Posts are for information and entertainment purposes only and should not be construed to be therapeutic advice. If you are in need of mental health assistance, please contact a licensed professional in your area.

Bigger kids, bigger headaches: When big kids misbehave in public

A few weeks ago, I made some suggestions for handling little ones and their misbehaving in public. Ultimately, little kids are easy: if all else fails, they’re portable, and you can carefully carry them out if they are truly having a meltdown. Bigger kids have more ways to be upsetting. Whether they refuse to put down their phones during a restaurant meal or behave in a whiny, inappropriate way on shopping outings, it’s more embarrassing because we like to think they’re old enough to know better and if they don’t, maybe it reflects on us! It’s also annoying because we are sure we’ve had this conversation all-too-many times already.

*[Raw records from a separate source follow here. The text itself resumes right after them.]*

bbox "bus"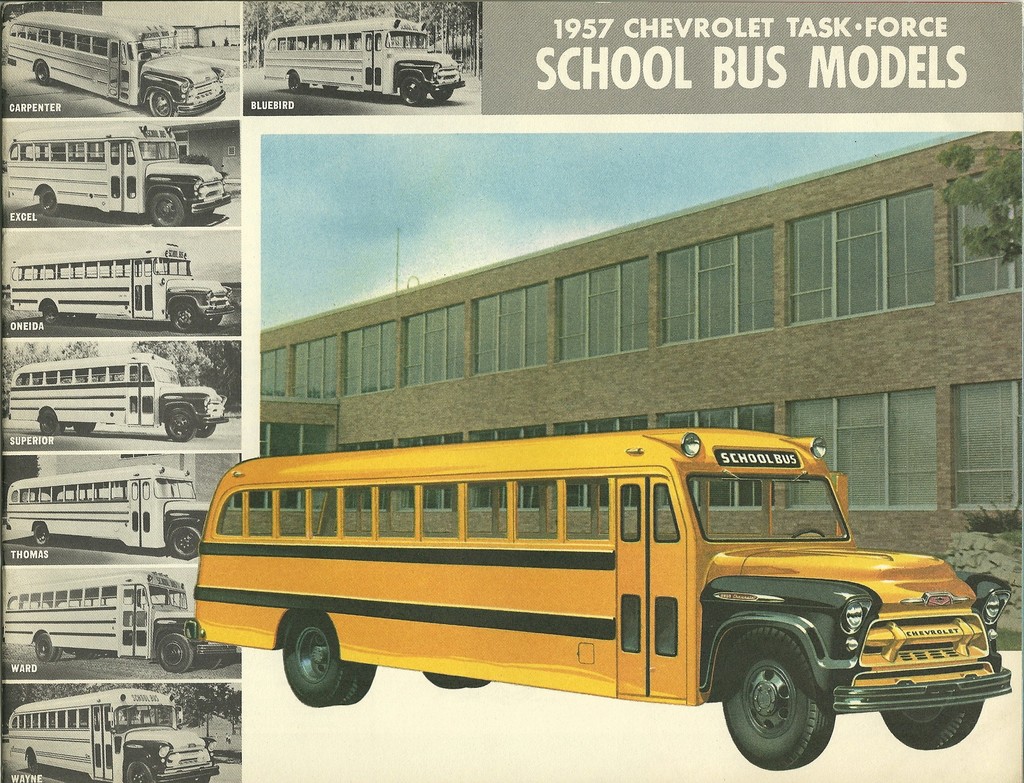
region(5, 569, 239, 673)
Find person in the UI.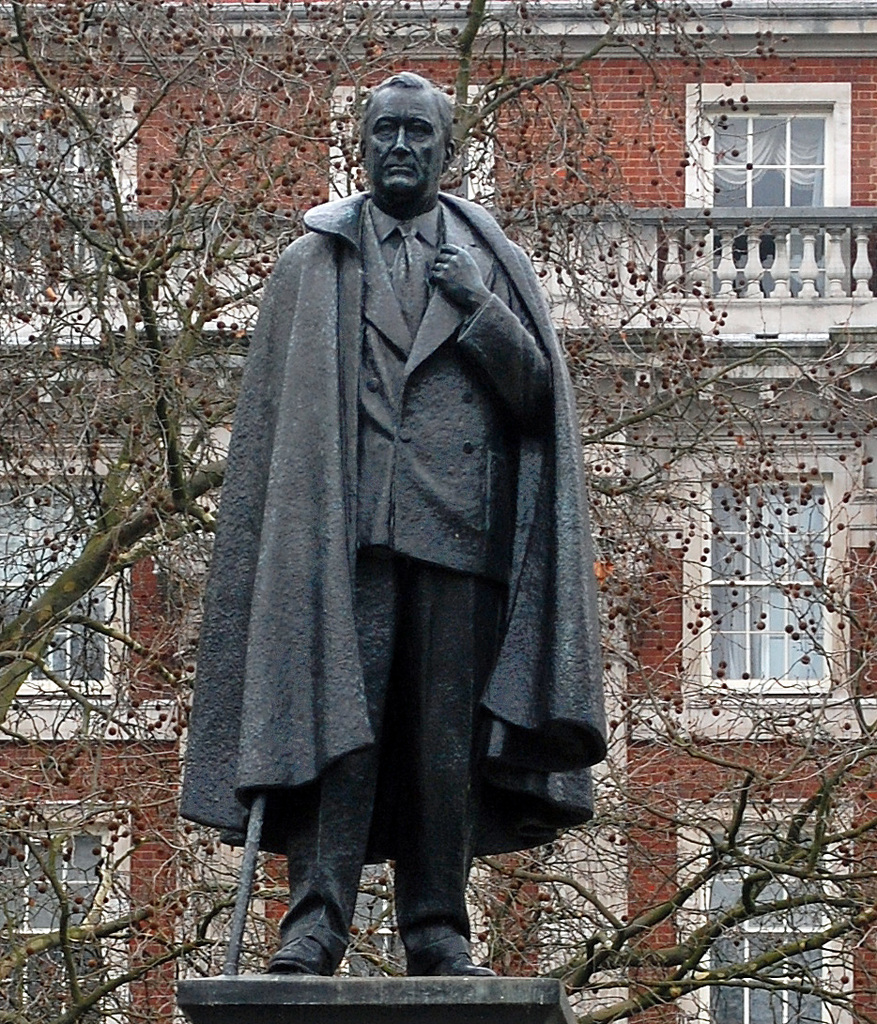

Our consequences should make sense in a real-world sense. The closer our consequences reflect the real world in which our children will have to survive as adults, the better. We grownups also have to stay calm; if we “lose it,” they feel as if they’ve won.

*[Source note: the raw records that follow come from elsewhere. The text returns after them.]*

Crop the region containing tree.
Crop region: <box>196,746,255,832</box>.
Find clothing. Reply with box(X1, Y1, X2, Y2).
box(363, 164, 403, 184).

Let’s take a typical early-teen child who, at a family outing for dinner, refuses to put down the phone or, when pressed to do so, acts as if we are being totally ridiculous and unfair. Eye-rolling and sarcasm abound; responses are grunts or rude. Stay calm, grownups.

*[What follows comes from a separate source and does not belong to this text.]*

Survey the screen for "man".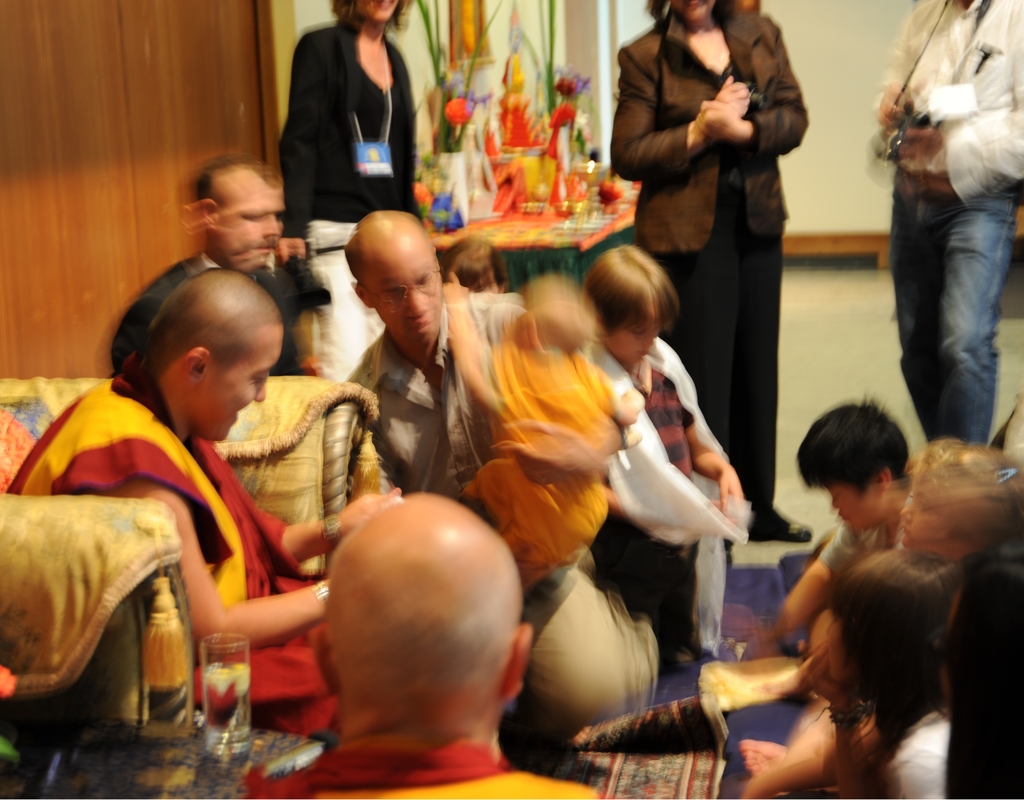
Survey found: 0 264 406 742.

Consider this three-step process:

  1. When you arrive home, calmly state you are disappointed in (describe particular choices the child made, avoiding global criticism) and will decide what to do about this at another time. For example, instead of berating your child’s generic “rudeness” calmly delineate the offenses: grunted at the wait staff; refused to put down the telephone when asked; rolled eyes during Grace, etc. Then let it go. Refuse to engage in further discussion and do not yield to pressure to make a consequence now. Your child wants to act now because you will be behaving out of frustration, which means that the effort to anger you was successful, and, in your anger, you are apt to give a harsh consequence which you will soon retract. Double victory for youth!
  2. Plan another, similar outing soon. At the time it happens, let your child know she is not invited to come along. This is a natural consequence. If your romantic partner, or friends, or boss, took you out for a meal and you grunted, rolled your eyes and were sarcastic, you would not be invited again. You don’t have to make a big speech: just say the child was not fun company last time and you intend to have fun this time.
  3. Step 3 is harder: your child has demonstrated (via the behavior last time you had an outing together) an inability to make good choices. Therefore, your teenage child cannot be left home alone. This means hiring a baby sitter. It is unfair for you to pay for the sitter; you, after all, are not the one misbehaving in public. So, extract the payment from your child. If he doesn’t have cash on hand, take custody of some prized possession, render the child a pawnshop type receipt, and let him earn it back later. This is a natural consequence. If I incur an expense, I have to cover it.

Your child will be very unhappy with you. S/he will say you are mean, or this is stupid. Oh, well! The folks at the Love and Logic Institute would suggest you sort of agree, with a calm, cheery, “Maybe so!” Refuse to get mad; your refusal to get angry keeps you in charge.

Then go out for dinner. Enjoy your meal without cell phones, eye rolling, etc. Do NOT bring home a takeout meal for the child left at home. Do not rub it in; just be matter of fact. This is the real world. Our job is to prepare our child to cope with reality. This is a soft version of the lost jobs, lost relationships, arrests or unpleasant reactions from friends that await the adult who cannot behave properly in public.

Dr. Lori Puterbaugh

© 2015

Posts are for information and entertainment purposes only and should not be construed to be therapeutic advice. If you are in need of mental health assistance, please contact a licensed professional in your area.